Grom was still looking at the painting. His hand hovered over it and traced the direction of the brush strokes. Maybe he was more appreciative of this masterpiece than he was letting on. He gave Rose a dismissive glance.
“You may have some value to someone. We’ll find out, I expect.”
They’d skirted Marseille and were still going east, towards Nice, but on the coast road now. There was no point sitting there in silence. She may as well find out what she could.
“You’ll be wanting to get out of the country now, I guess.”
“That’s your interrogation technique, is it?”
Lightly said, but heavy on the irony. She tried another tack.
“Okay, how about this for a question? Why did you betray your country? What had Britain ever done to hurt you? Where did that even come from?”
He looked up, less dismissively now. “You have a lot of faith, don’t you, in good old Blighty. How far back do you remember? Oh, you probably weren’t even born. You don’t know about standards of living in the fifties, the sixties, the seventies. It wasn’t great, let me tell you. America had it all but good old GB was neither one thing nor the other. Didn’t want socialism but didn’t much like capitalism either. There was a lot of propaganda about the USSR. Sure there was censorship, but let’s be honest, how important is freedom of speech? Most ordinary people have nothing of interest to say anyway. In the Eastern Bloc, if you kept out of trouble you could enjoy a good education, a good healthcare service, a guaranteed job. Was that so bad? You could travel as well, to anywhere on that side, which was a lot of countries back then. Countries people in the West were embarrassingly ignorant of. Still are. All dog food and gulags, that was the image everyone had. Our home country, Rose, has always had a blind faith in its own rightness, perpetuated by a narrow gene pool of public schoolboys who had no idea what life was
really like in an inner city high rise, in slum housing or some grim town with no economy. It was all self-preservation really.”

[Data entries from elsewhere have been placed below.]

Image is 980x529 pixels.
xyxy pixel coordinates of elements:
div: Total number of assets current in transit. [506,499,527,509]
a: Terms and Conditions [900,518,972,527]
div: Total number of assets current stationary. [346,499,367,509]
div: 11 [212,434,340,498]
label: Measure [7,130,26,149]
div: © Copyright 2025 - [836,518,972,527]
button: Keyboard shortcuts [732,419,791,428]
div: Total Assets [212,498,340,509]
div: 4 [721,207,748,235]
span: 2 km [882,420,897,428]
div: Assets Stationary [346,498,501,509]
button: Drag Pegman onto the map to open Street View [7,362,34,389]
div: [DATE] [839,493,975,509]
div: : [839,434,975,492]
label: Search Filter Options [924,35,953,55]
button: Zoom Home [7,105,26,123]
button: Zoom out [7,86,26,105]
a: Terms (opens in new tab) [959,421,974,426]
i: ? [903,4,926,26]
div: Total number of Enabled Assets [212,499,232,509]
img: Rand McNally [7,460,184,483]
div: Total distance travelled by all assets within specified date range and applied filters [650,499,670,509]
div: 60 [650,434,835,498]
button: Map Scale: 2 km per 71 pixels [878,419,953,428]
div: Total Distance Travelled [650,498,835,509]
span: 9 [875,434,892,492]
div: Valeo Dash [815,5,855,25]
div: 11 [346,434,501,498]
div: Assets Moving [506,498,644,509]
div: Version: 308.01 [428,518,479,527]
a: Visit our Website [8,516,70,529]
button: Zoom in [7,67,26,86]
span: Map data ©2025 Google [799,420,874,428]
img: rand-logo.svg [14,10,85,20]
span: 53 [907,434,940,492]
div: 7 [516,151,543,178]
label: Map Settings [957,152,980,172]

They were gradually ascending a switchback road, each turn revealing stunning views of the coastline, towns perched on green hillsides, beaches nestled within sweeping bays.
“Baloney,” said Rose. “You’re not interested in the ordinary man. You have no principles whatsoever. This was personal. Something pissed you off. You just don’t want to say what it was. Maybe you don’t even know. Or maybe it was nothing. You wanted to feel important, have an influence, sing to the world, only you had no tune. Maybe that was all there was to it. Then after you started, you perpetuated it by continuing with some grudge in an attempt to give your life meaning. Fairchild’s parents – why go after them ten years later? And why target their son? He had nothing to do with any of it. You were looking for a fight. What’s that line from Macbeth? ‘Full of sound and fury, signifying nothing.’”

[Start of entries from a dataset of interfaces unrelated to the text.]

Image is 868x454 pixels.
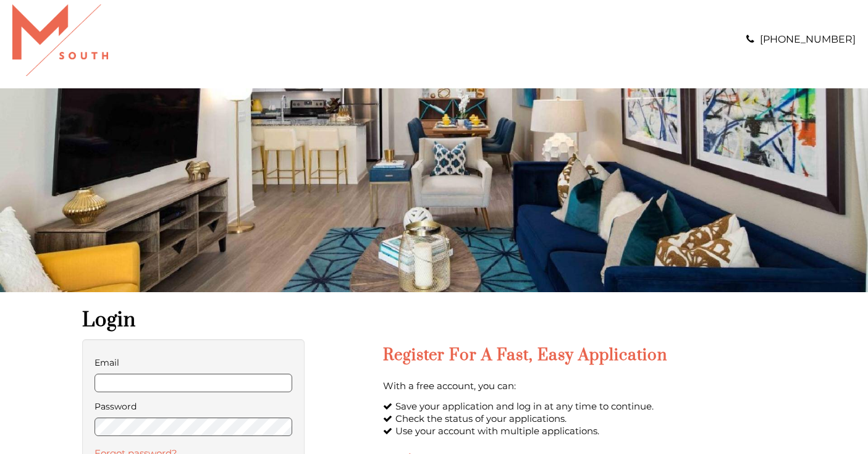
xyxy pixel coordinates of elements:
[82,308,786,332] h1: Login
[12,33,108,45] a: Logo
[95,354,293,370] label: Email
[95,398,293,414] label: Password
[760,33,856,45] a: [PHONE_NUMBER]
[383,345,786,366] h2: Register for a Fast, Easy Application
[383,425,786,437] li: Use your account with multiple applications.
[383,412,786,425] li: Check the status of your applications.
[12,5,108,76] img: A graphic with a red M and the word SOUTH.
[95,417,293,436] input: password
[95,374,293,392] input: email
[383,400,786,412] li: Save your application and log in at any time to continue.
[383,378,786,394] p: With a free account, you can:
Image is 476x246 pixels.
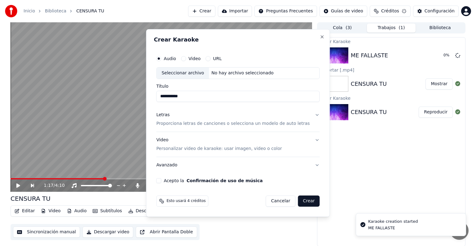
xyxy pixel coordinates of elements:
button: Cancelar [266,196,296,207]
label: URL [213,56,222,61]
button: LetrasProporciona letras de canciones o selecciona un modelo de auto letras [156,107,320,132]
label: Acepto la [164,179,263,183]
label: Video [189,56,201,61]
button: Crear [298,196,320,207]
div: Letras [156,112,170,118]
div: Seleccionar archivo [157,68,209,79]
button: Acepto la [187,179,263,183]
p: Proporciona letras de canciones o selecciona un modelo de auto letras [156,121,310,127]
button: VideoPersonalizar video de karaoke: usar imagen, video o color [156,132,320,157]
div: Video [156,137,282,152]
label: Título [156,84,320,88]
h2: Crear Karaoke [154,37,322,42]
span: Esto usará 4 créditos [166,199,206,204]
button: Avanzado [156,157,320,173]
p: Personalizar video de karaoke: usar imagen, video o color [156,146,282,152]
label: Audio [164,56,176,61]
div: No hay archivo seleccionado [209,70,276,76]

“Got a lot to say, haven’t you?”
“What’s that, an old-fashioned view of women? We should shut up, should we? I was rather thinking you’d gone a bit quiet yourself. Maybe there are some things you don’t want to talk about.”
She was playing with fire, baiting the guy. But he might give something of himself away. A pause, then:
“John Fairchild. You like to hold him at arm’s length but you owe him a lot, actually. You’d have lost your job if it weren’t for him. What would you be now? A bank clerk? An insurance saleswoman? But no, he saved you from all that and became your way back in. Then your peripheral involvement in all of this gets you some big promotion. One you don’t deserve, that’s pretty obvious. Yes, you’ve done well out of John Fairchild. But you won’t be honest about it. That’s the modern woman, isn’t it? Just as dependent on men as you ever were, but you won’t admit it any more. You sent him away? Nonsense. The idea that someone like you could send someone like him away! As if he’s on a leash.”